There are so many different kinds of web hosts these days. You can get a basic web site hosted on the net for around $10 per month. Robust hosting can easily be $200 per month and more. Some web sites requires clusters of web servers to keep up with demand.
When I am looking for a web host to consider suggesting for or using for a client, the host is going to be different for different people and situations. I might suggest godaddy for hosting for one person and hostgator for someone else. Other people might get a completely different type of hosting suggestion based on their technical expertise and the needs of their web apps.
This page is assuming small business users and hobby web site makers who are not linux admins. If you are an expert with linux and command line server automation, then this guide is not for you, as I will be leaving out many options like digital ocean, and focusing on sites that have tech support and graphical control panels.
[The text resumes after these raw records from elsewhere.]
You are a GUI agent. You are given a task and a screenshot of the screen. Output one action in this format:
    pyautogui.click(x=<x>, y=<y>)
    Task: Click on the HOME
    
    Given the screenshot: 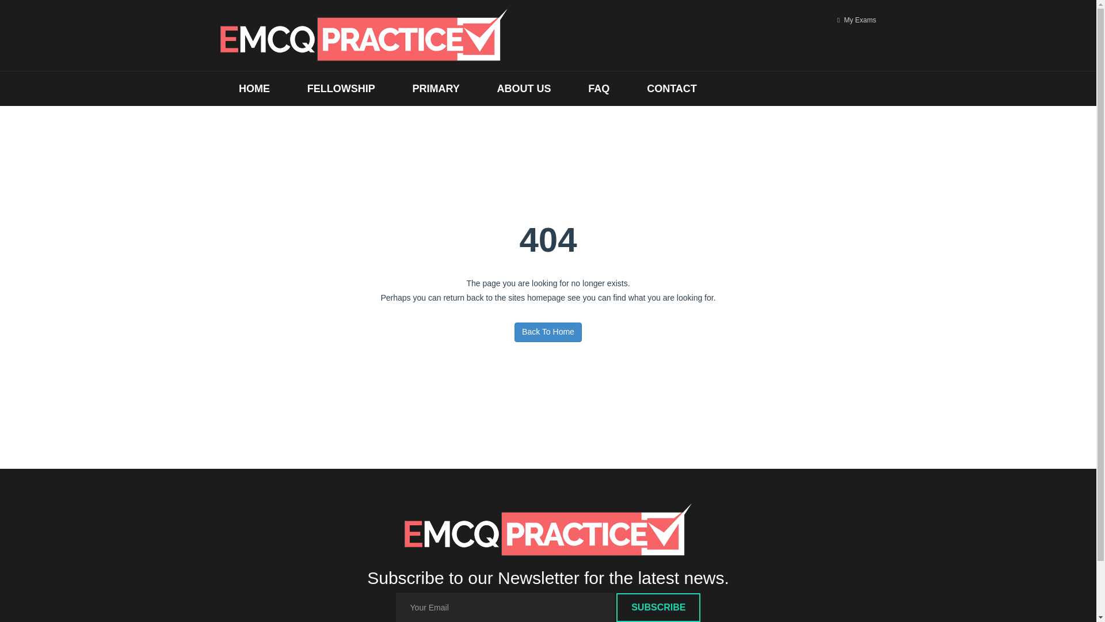 What is the action you would take?
    pyautogui.click(x=254, y=89)
    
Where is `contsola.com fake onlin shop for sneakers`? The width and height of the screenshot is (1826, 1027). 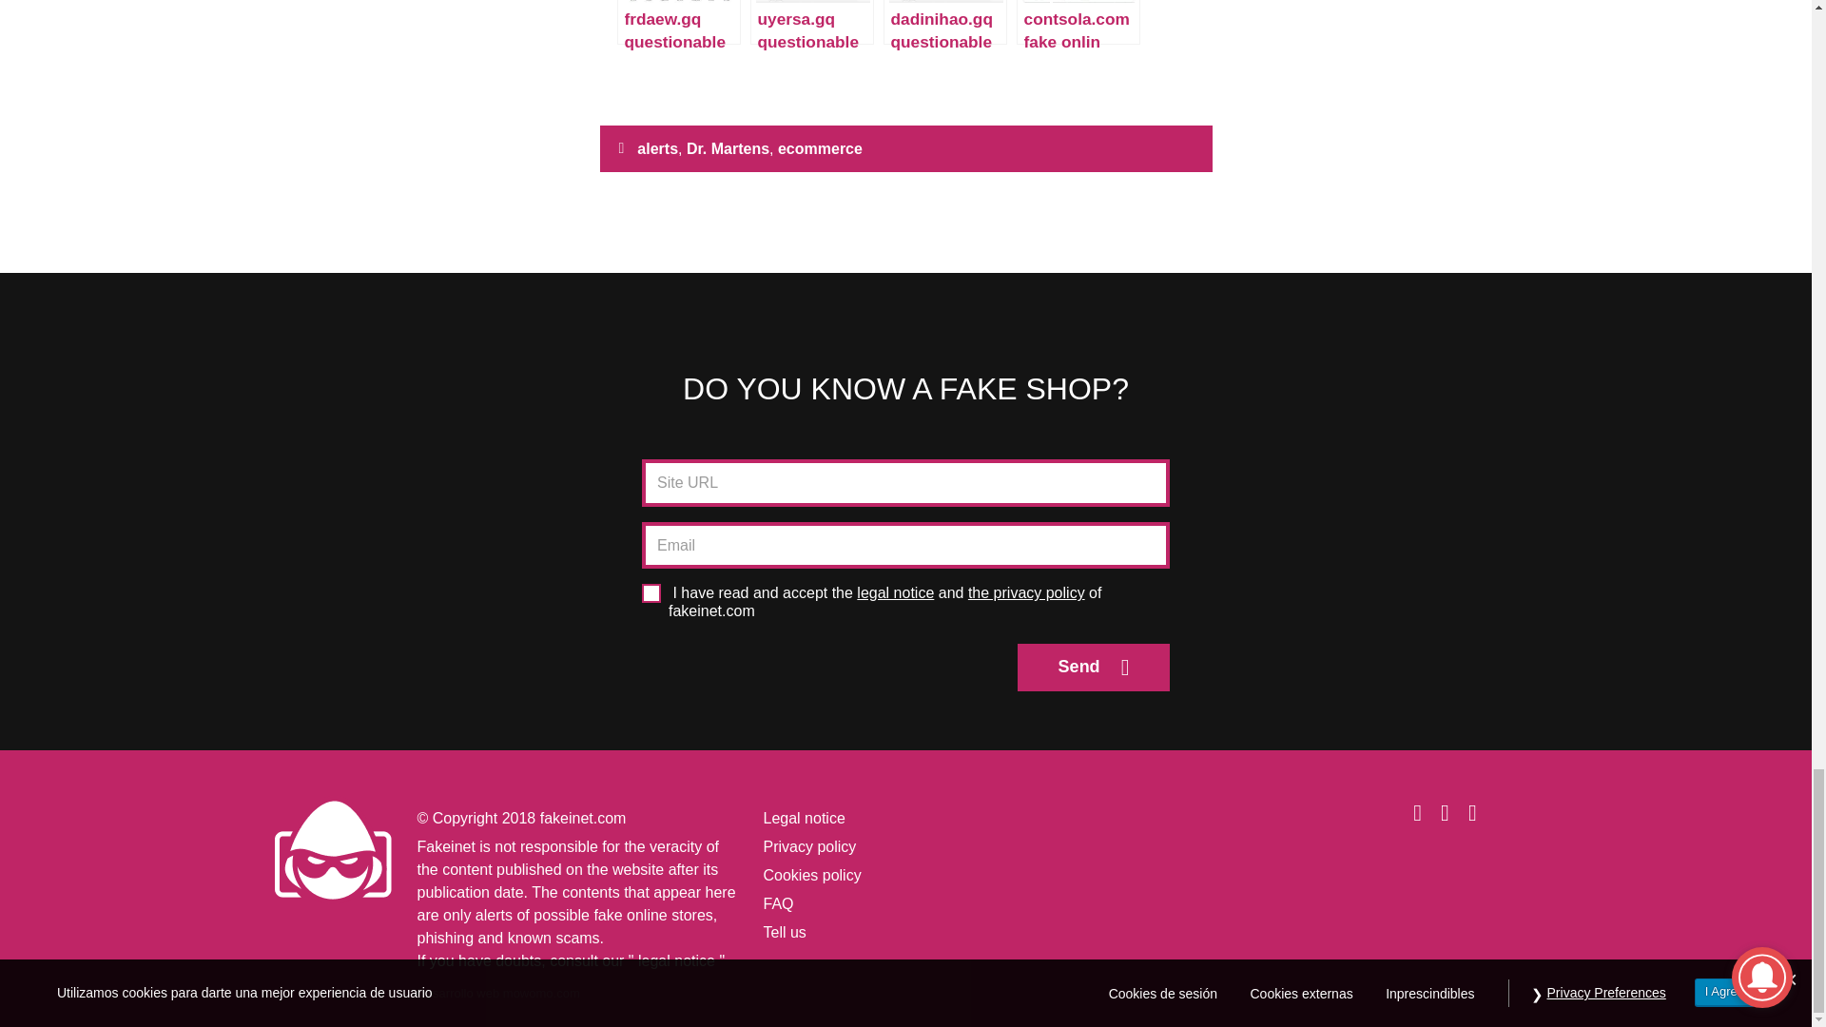
contsola.com fake onlin shop for sneakers is located at coordinates (1078, 22).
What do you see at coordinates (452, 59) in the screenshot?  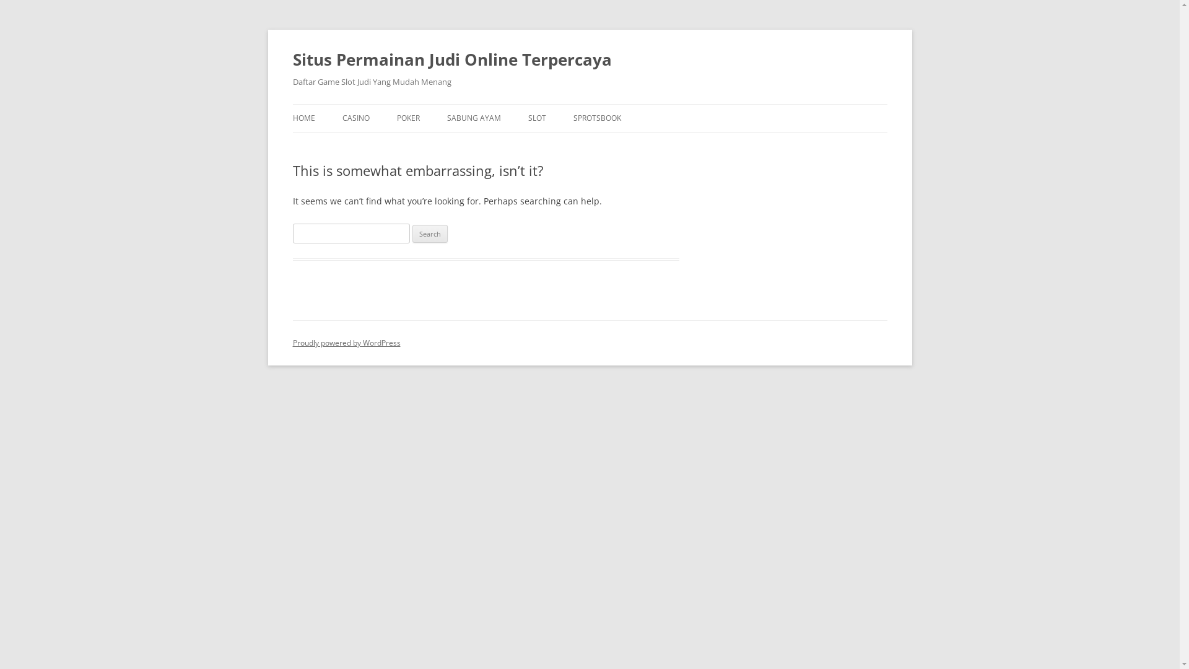 I see `Situs Permainan Judi Online Terpercaya` at bounding box center [452, 59].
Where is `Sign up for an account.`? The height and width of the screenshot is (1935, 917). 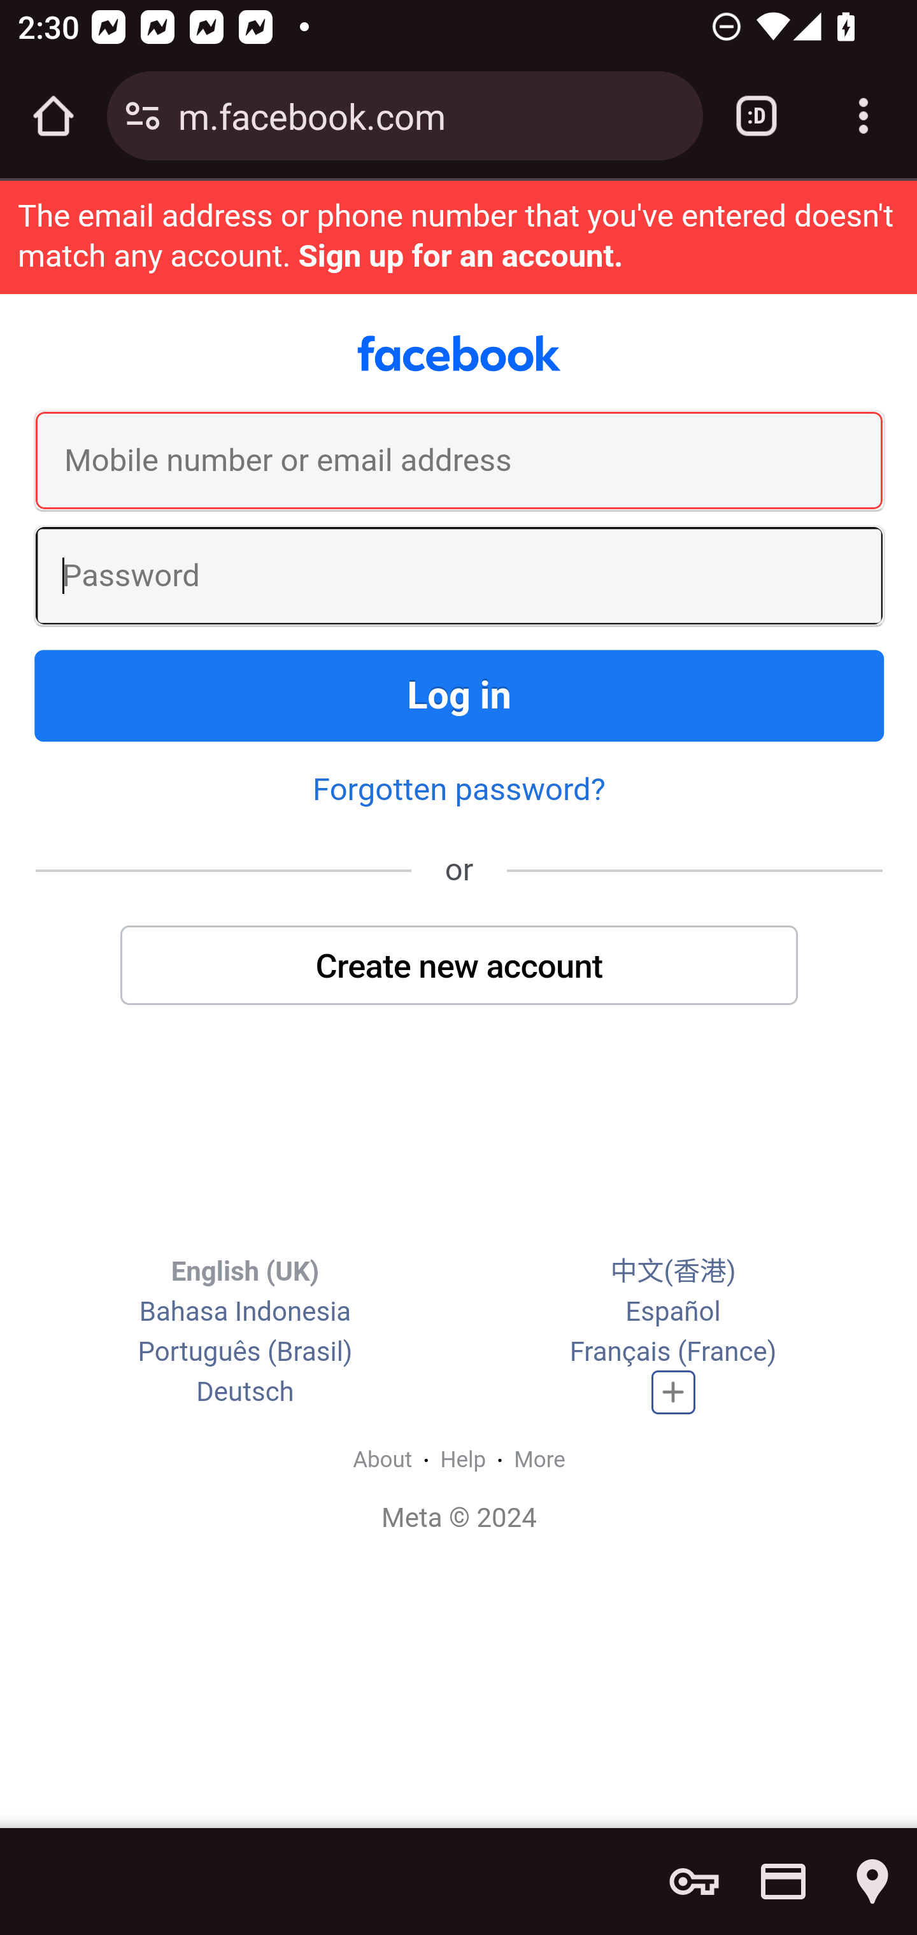 Sign up for an account. is located at coordinates (460, 256).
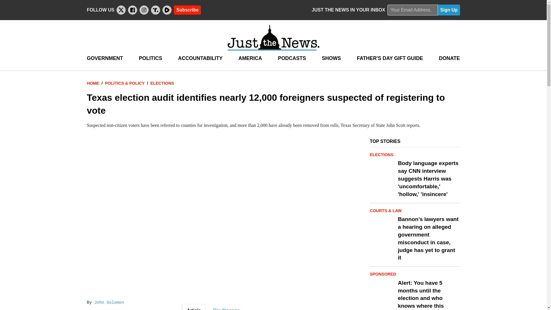  Describe the element at coordinates (200, 58) in the screenshot. I see `ACCOUNTABILITY` at that location.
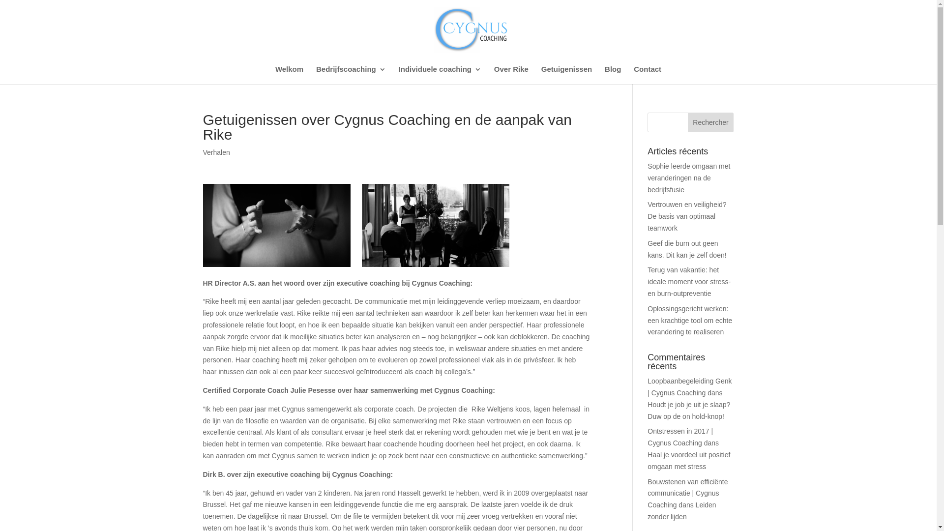 Image resolution: width=944 pixels, height=531 pixels. Describe the element at coordinates (680, 437) in the screenshot. I see `Ontstressen in 2017 | Cygnus Coaching` at that location.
What happens if you find out your web site is down. No one can get it to come up. Who ya gonna call?
Some web hosting companies don't even have a phone number. I have some web sites on a server that only offers support via chat messages. There are some that do email, and not all hosts have tech support available 24/7.
There are hosting options for under $10 per month, and if that's all you can afford for now that's fine. However if your site being knocked offline for three days would cost you more than $10 in lost business, then I suggest moving on up to a place that charges more and has a staff of tech support available 24/7 via email and phone.
Sadly, I have seen, and used some hosting companies that advertise they have 24 / 7 tech support, only to find out when I tried to use them, there was no answer. Now this could happen to any of them during a massive disruption when a thousand sites are down at once. However if you call on an idle Tuesday at 1am for an issue and they can't get to you, it might be time to find a different option.
I expect tech support at a professional hosting company to at least answer an email within 1 hour. If they consistently take longer than that I start to weigh how much of a discount I am getting from that provider. Some businesses would lose a million bucks if they were offline for an hour, so the level of tech support needed and you may be willing to pay is going to vary.
For the average site owner I might suggest Godaddy or SiteGround or similar if they can afford around 20 - $25 per month in hosting.
For some folks who will likely not be doing any of their own tech support calls, and they are on a tighter budget with their site, I might suggest a portal like HostGator which has okay hosting for $10 per month or $4 per month if you pay 36 months in advance.
There are many more techy type hosting companies out there, and much more robust hosting options for 'dedicated' and 'colocated' hosting. This is not an exhaustive hosting information page covering all situations.
In more competitive markets I might suggest a VPS hosting system, or a hybrid CDN type of system like Kinsta hosting offers which start around $60 per month.
Once you get above those levels you likely want to have some type of system admin on staff or on retainer that you work with on a regular basis and get to a dedicated hosting solution. That is going to depend on your exact needs and future growth concerns.
If you launch a nationwide ad campaign you may need some quick up-scaling like google and amazon/AWS provide - but that is going to take the right tech help to keep all sorts of problems at bay. The wrong setup with your hosting in a situation like that could have these companies hitting your bank card for ten thousand dollars in a day.